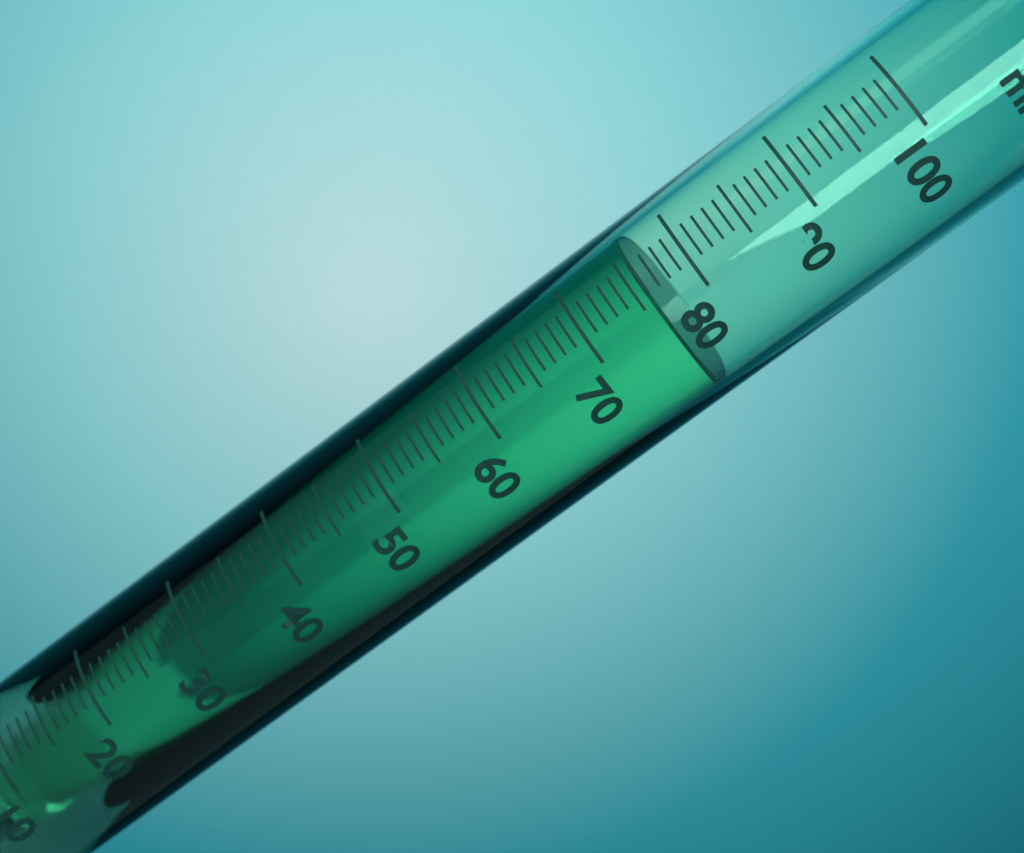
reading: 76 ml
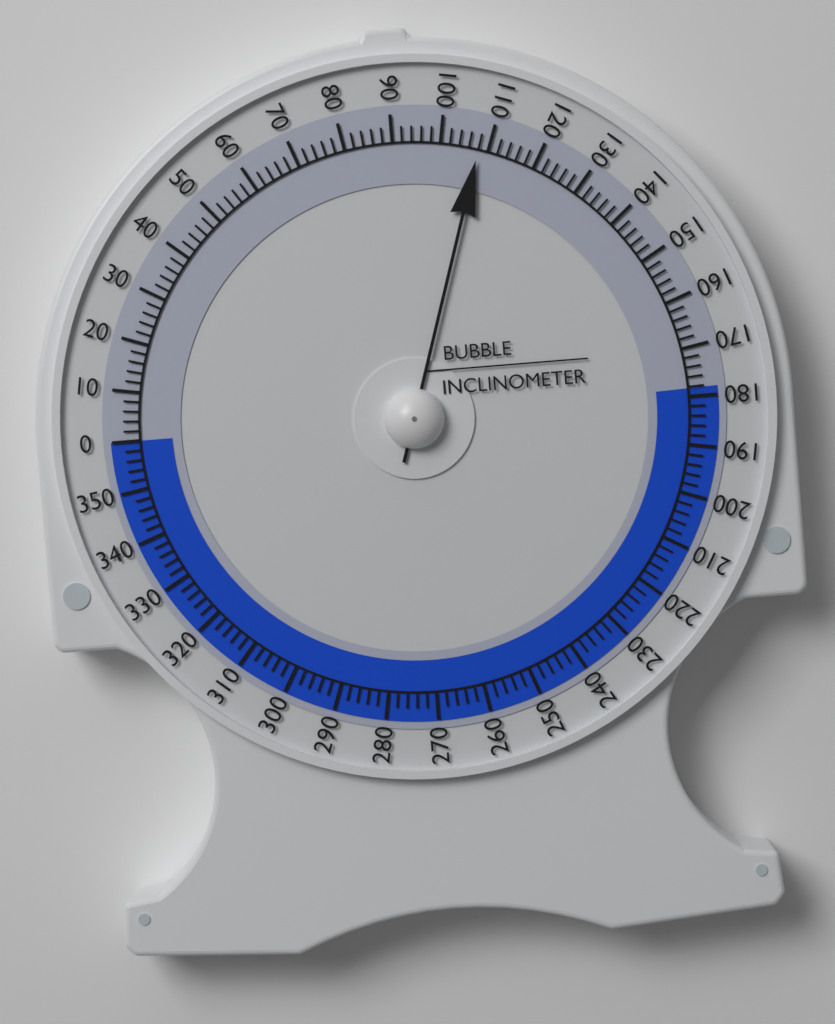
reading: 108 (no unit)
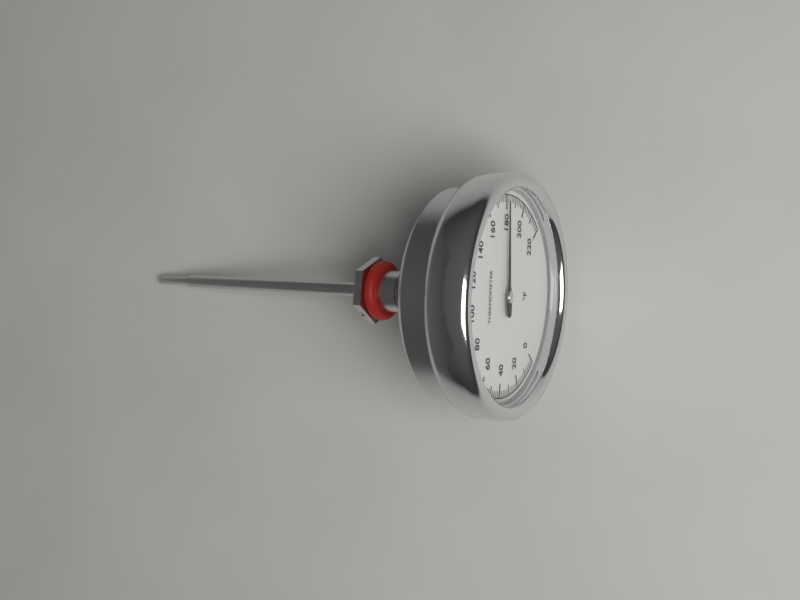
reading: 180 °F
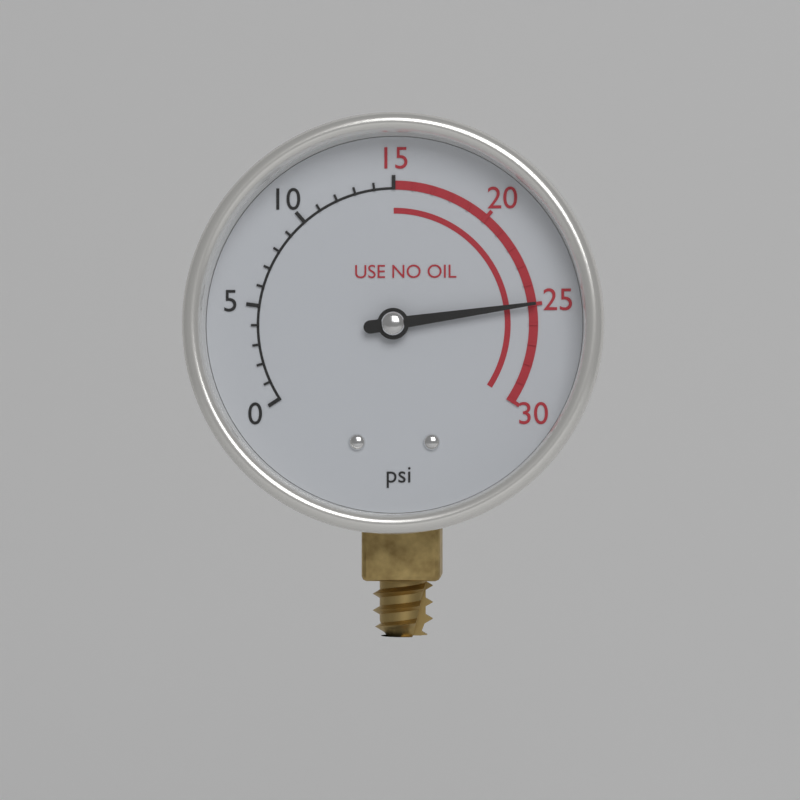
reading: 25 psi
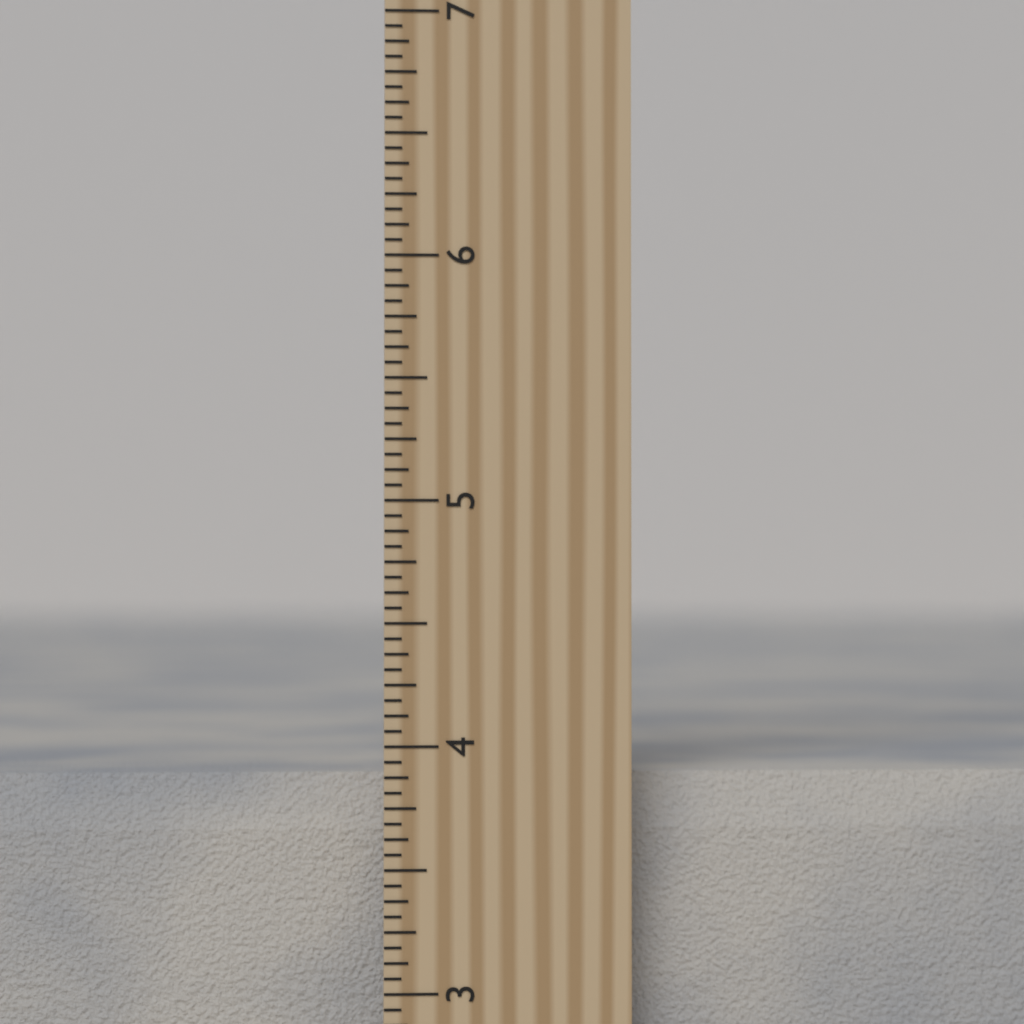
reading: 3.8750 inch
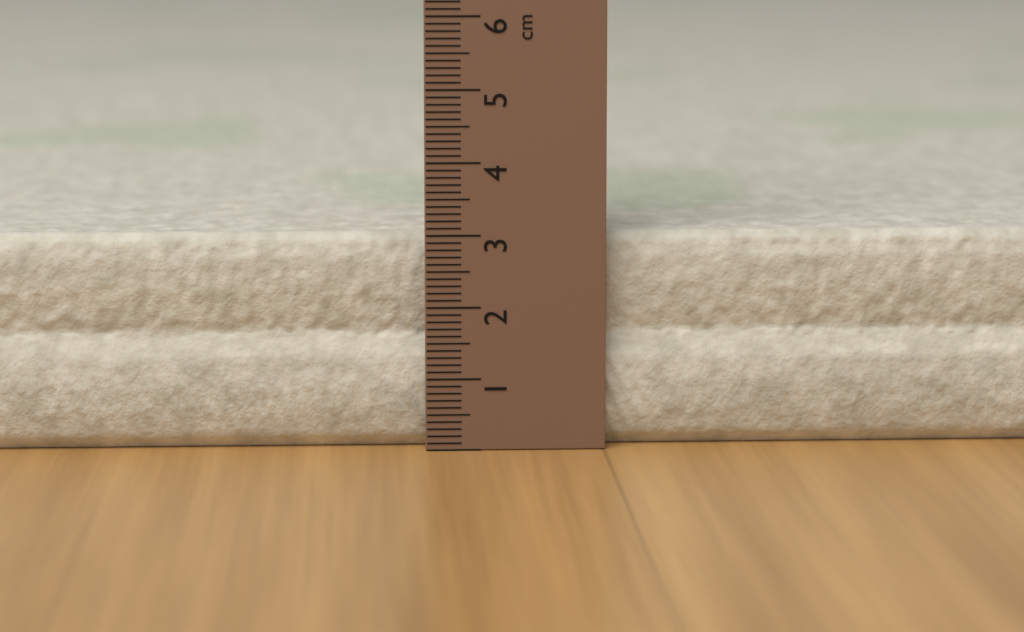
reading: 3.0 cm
------------------------------------------------------------
• What you should do:
Transcribe each entry above without alteration, but keep the pictures out.

• Output of the task:
reading: 76 ml
reading: 108 (no unit)
reading: 180 °F
reading: 25 psi
reading: 3.8750 inch
reading: 3.0 cm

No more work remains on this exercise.